Optimizing heavy oil recovery DOE-funded research uses state-of-the-art laboratory techniques to assess the best ways to recover North Slope’s heavy oil By Alan Bailey Petroleum News Staff Writer
In the past few years extended horizontal drilling techniques have made North Slope heavy oil pools such as Schrader Bluff and West Sak economic. And enhanced recovery techniques using injected fluids to drive the viscous oil from reservoir pores have further improved oil recovery.
But even with the use of these techniques a significant percentage of the 23 billion barrels of heavy oil around Kuparuk and Prudhoe Bay is likely to remain in the ground — stuck like treacle under the cold permafrost.
U.S. Department of Energy-funded research at the University of Houston has been investigating ways of further improving the recovery rates from the North Slope heavy oil reservoirs. The University of Houston’s chief researcher for the program, Dr. Kishore Mohante, has reported the results of this research, Jim Barnes, DOE project manager for the program, told Petroleum News.
Barnes said researchers used advanced laboratory techniques to find the best ways of applying enhanced oil recovery, especially a form of recovery known as WAG. The term “WAG” refers to water alternate gas, a technique in which waterflood alternates with gas injection to sweep oil from the reservoir.
“(The research program) would serve those that are operating there (on the North Slope) and those that think to operate there as a good source of information,” Barnes said.
Mohante used to work in the Alaska oil industry and is familiar with the North Slope heavy oil deposits, Barnes said. Simulated oil recovery According to the research report the University of Houston researchers built a device called a quarter 5-spot high-pressure cell to replicate in the laboratory a series of WAG sweeps through an oil-saturated sandstone core. Another apparatus called a slimtube enabled the researchers to test the displacement of oil by various injectants. Other experiments tested the interactions between solvents and oil-saturated substrates.
The tests and experiments used actual Schrader Bluff oil and tested the effectiveness of injectant sweeps with various combinations of natural gas liquids, carbon dioxide and simulated Prudhoe Bay natural gas.
In the course of their work the researchers determined a new four fluid phase model for calculating relative permeability in WAG enhanced recovery. State-of-the-art computer simulation The researchers used a state-of-the-art reservoir modeling technique known as streamliner based simulation to test the likely effect of using various enhanced recovery techniques.
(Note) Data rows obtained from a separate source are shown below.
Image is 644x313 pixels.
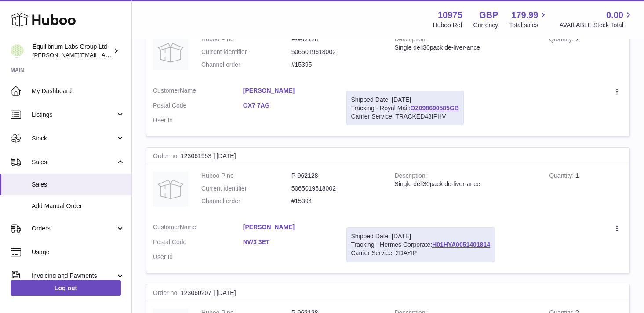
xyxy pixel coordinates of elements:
[352,232,490,241] div: Shipped Date: [DATE]
[543,165,630,217] td: 1
[559,21,633,30] span: AVAILABLE Stock Total
[346,228,495,262] div: Tracking - Hermes Corporate:
[549,35,576,45] strong: Quantity
[243,102,333,110] a: OX7 7AG
[509,21,548,30] span: Total sales
[292,35,382,43] dd: P-962128
[153,289,181,299] strong: Order no
[153,224,180,230] span: Customer
[153,172,188,207] img: no-photo.jpg
[147,148,630,165] div: 123061953 | [DATE]
[153,152,181,161] strong: Order no
[395,180,536,188] div: Single deli30pack de-liver-ance
[11,280,121,296] a: Log out
[153,87,243,97] dt: Name
[33,43,112,59] div: Equilibrium Labs Group Ltd
[153,116,243,125] dt: User Id
[352,249,490,257] div: Carrier Service: 2DAYIP
[543,28,630,80] td: 2
[201,60,292,69] dt: Channel order
[432,241,490,248] a: H01HYA0051401814
[352,96,459,104] div: Shipped Date: [DATE]
[509,9,548,30] a: 179.99 Total sales
[292,48,382,56] dd: 5065019518002
[32,158,116,167] span: Sales
[479,9,498,21] strong: GBP
[292,197,382,205] dd: #15394
[395,172,427,181] strong: Description
[153,238,243,249] dt: Postal Code
[243,223,333,232] a: [PERSON_NAME]
[11,45,24,58] img: h.woodrow@theliverclinic.com
[201,35,292,43] dt: Huboo P no
[153,253,243,261] dt: User Id
[292,184,382,193] dd: 5065019518002
[32,135,116,142] span: Stock
[201,197,292,205] dt: Channel order
[32,111,116,119] span: Listings
[32,87,125,95] span: My Dashboard
[153,102,243,112] dt: Postal Code
[147,285,630,302] div: 123060207 | [DATE]
[292,60,382,69] dd: #15395
[607,9,624,21] span: 0.00
[559,9,633,30] a: 0.00 AVAILABLE Stock Total
[243,87,333,95] a: [PERSON_NAME]
[474,21,499,30] div: Currency
[153,87,180,94] span: Customer
[153,35,188,70] img: no-photo.jpg
[410,104,459,112] a: OZ098690585GB
[395,43,536,52] div: Single deli30pack de-liver-ance
[33,51,176,58] span: [PERSON_NAME][EMAIL_ADDRESS][DOMAIN_NAME]
[32,180,125,189] span: Sales
[32,202,125,210] span: Add Manual Order
[201,172,292,180] dt: Huboo P no
[32,248,125,257] span: Usage
[32,272,116,280] span: Invoicing and Payments
[292,172,382,180] dd: P-962128
[346,91,464,125] div: Tracking - Royal Mail:
[243,238,333,246] a: NW3 3ET
[511,9,538,21] span: 179.99
[32,224,116,233] span: Orders
[395,35,427,45] strong: Description
[433,21,463,30] div: Huboo Ref
[201,48,292,56] dt: Current identifier
[352,112,459,121] div: Carrier Service: TRACKED48IPHV
[153,223,243,234] dt: Name
[549,172,576,181] strong: Quantity
[201,184,292,193] dt: Current identifier
[438,9,463,21] strong: 10975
“These tools have been out for several years but they’ve not been applied to my knowledge to the North Slope deposits,” Barnes said.
Traditional computer models, known as finite-difference simulators, require excessive computational time to model a 3-dimensional WAG system, according to the research report.
And using data from the quarter 5-spot experiment, the streamliner simulation could test the effect of well architecture on oil recovery efficiency — well architecture includes factors such as the length of a horizontal well. The researchers also used the computer model to test the impact on fluid flow of electromagnetic heating in a well. Using more gas beneficial The researchers found that you can improve WAG oil recovery by increasing the ratio of gas to water and by increasing the sizes of the injected slugs of fluid, Barnes said. And according to the research report the slimtube experiments and the computer simulations both indicated that mixtures of carbon dioxide and NGL work better as gas injectants than do mixtures of Prudhoe Bay natural gas and NGL.
The well architecture also impacts recovery rates. Although horizontal production wells increase access to the oil in the reservoirs, the reservoir simulation results showed that the sweep efficiency of the enhanced recovery fluids can be less for horizontal wells than for more steeply inclined wells.
There’s a similar trade off with well length — increasing the length improves well productivity but tends to reduce sweep efficiency.
The research also pointed to the potential for major improvements in well productivity through the use of electromagnetic heating in the well. However, Barnes said that the energy requirements to generate the necessary electricity for electromagnetic heating result in marginal overall efficiency improvements.
Further information about the University of Houston research can be found by going to
www.netl.doe.gov/scngo/Petroleum/WebFactSheets/ProgramExplorationProduction/ and clicking on the project entry under the “Completion and simulation” section.